Breaking down the hybrid infrastructure spend further, Hynes reveals that 75% of EMEA-based enterprises will be using IaaS in some form or other by 2016 and 40% of midsize enterprises are predicted to replace all their data centre servers and storage with integrated systems by 2018. As much as 38% of total IT spend is already outside the IT department today and that figure will increase to more than 50% by 2017. The shift to hybrid technology will enable customers to “build an agile environment at minimal cost to be able to react to market opportunities as business encounters them”.

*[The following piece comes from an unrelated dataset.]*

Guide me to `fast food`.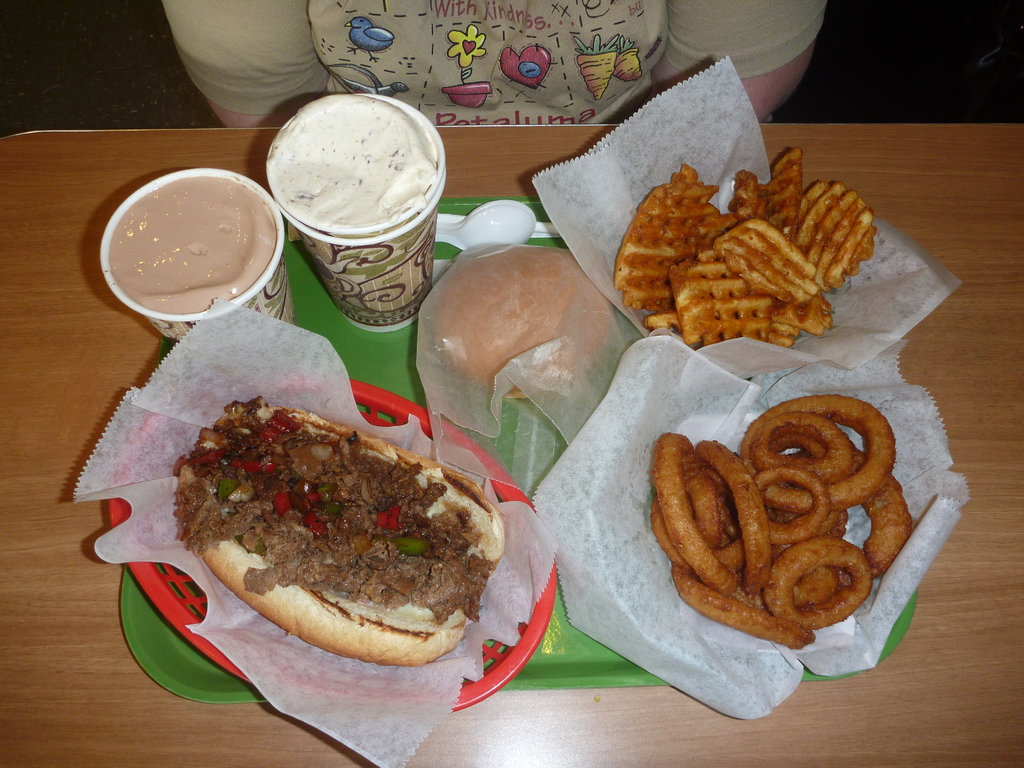
Guidance: bbox=(440, 235, 604, 404).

But what will that mean for the role of partners? “The model we’re building is dependent on a joint delivery model between us and our channel partner community,” Hynes states. “We’re training, enabling and supporting our partners to be services-led, knowledgeable on software and to take an innovative approach to what the customer requires rather than to be insistent on selling a particular flavour of solution that a vendor may impose upon them. We’re encouraging partners and supporting them with solutions to build hybrid consumption models for their customers.”

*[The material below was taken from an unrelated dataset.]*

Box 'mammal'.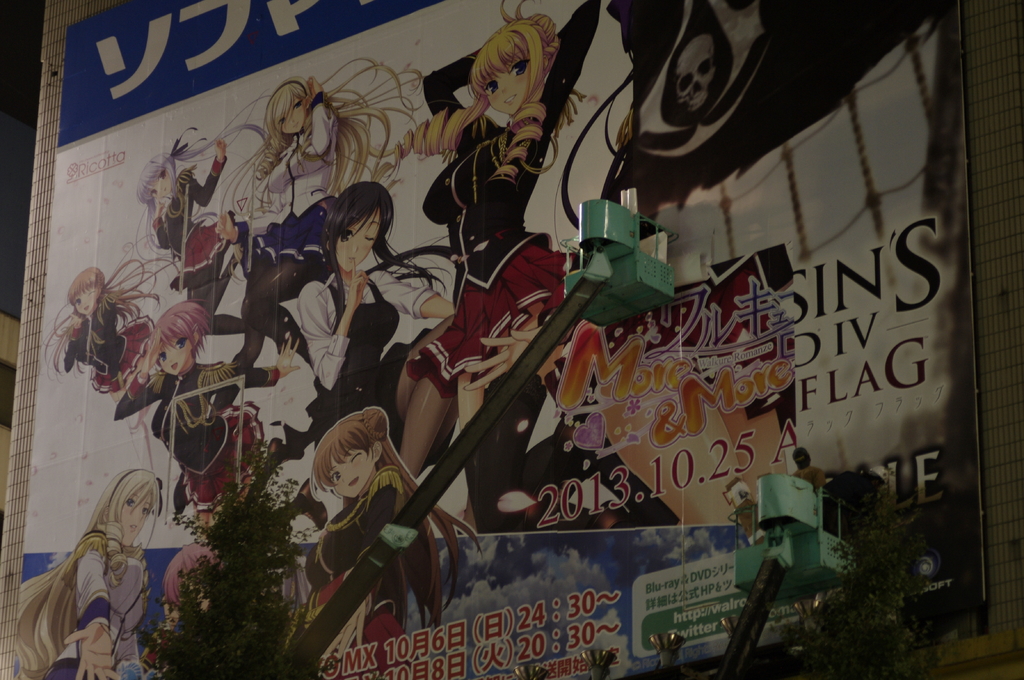
[113, 298, 307, 519].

He accepts that this approach “may appear counter-intuitive for a hardware vendor, but the reality is that if the market is changing, we want to be leading the charge”. As for the HP software business, he says it’s worth noting it is the sixth largest software business in the world. In an era of software defined everything, Hynes believes HPE can “continue to set the standards in this space”, remarking that the vendor has been in the software defined storage space for more than 10 years since its acquisition of Lefthand while, in the networking market, it “has the most comprehensive portfolio of SDN solutions of any vendor”.

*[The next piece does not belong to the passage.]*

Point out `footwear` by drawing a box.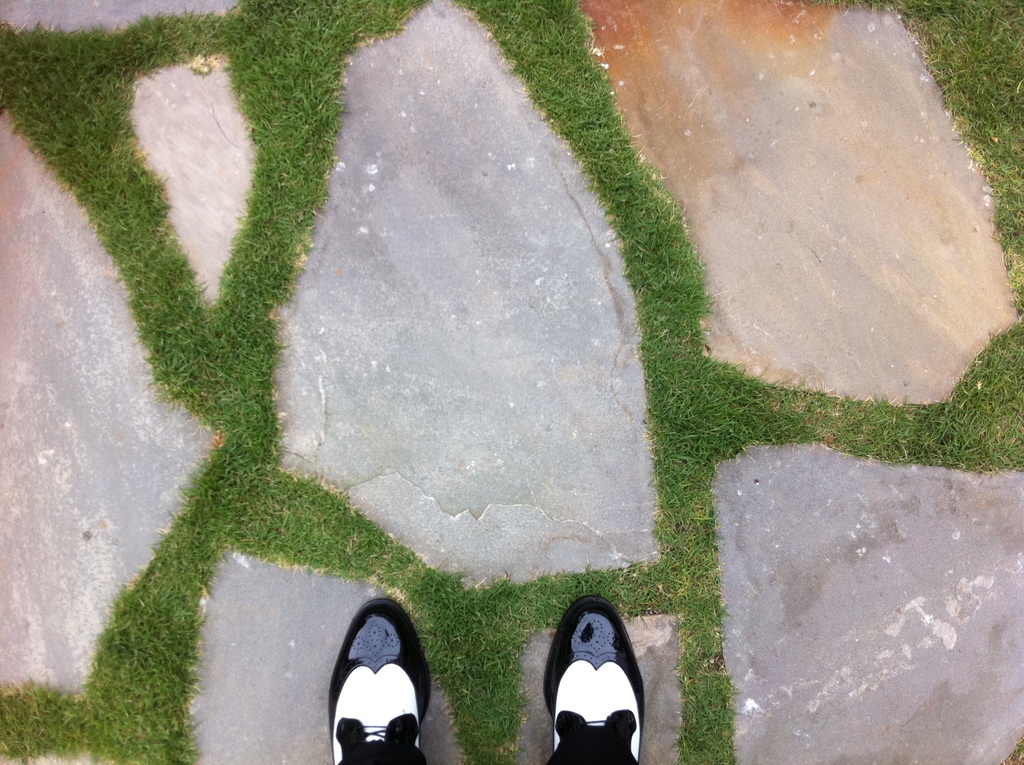
x1=547 y1=594 x2=645 y2=764.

Hynes believes HPE’s portfolio “is unparalleled by any vendor in the market. We’re the number one globally for x86 servers, we have market leading storage solutions, coupled with networking and software solutions that support the hybrid infrastructure strategy. Similarly, those solutions, coupled with our wide variety of software solutions (including HP Autonomy), offer Big Data analytics for a wide variety of organisations”.

Connectivity
One area that Hynes is keen to address is the opportunity presented by the vendor’s acquisition of Aruba last year which he says “enables excellent 802.11ac connectivity with security applications designed for enterprise organisations”. Reaction since the acquisition “has been really positive across the board”, he claims, adding that the “marriage of fantastic technology with the best partner community in the industry means we have the best go to market to get the Aruba message out to our customer base”. While it is still in the early stages of capitalising on the opportunity, HPE has “already seen enormous opportunity, with two deals in excess of €1 million closed in Ireland in the last two months alone”.

The beauty of Aruba’s portfolio “is that the opportunity is equally applicable to the SME market. Wireless gives channel partners the opportunity to speak to customers about a topic that is generic to everybody. It also enables the channel sales team to understand the technology and articulate it to customers without a huge amount of training”.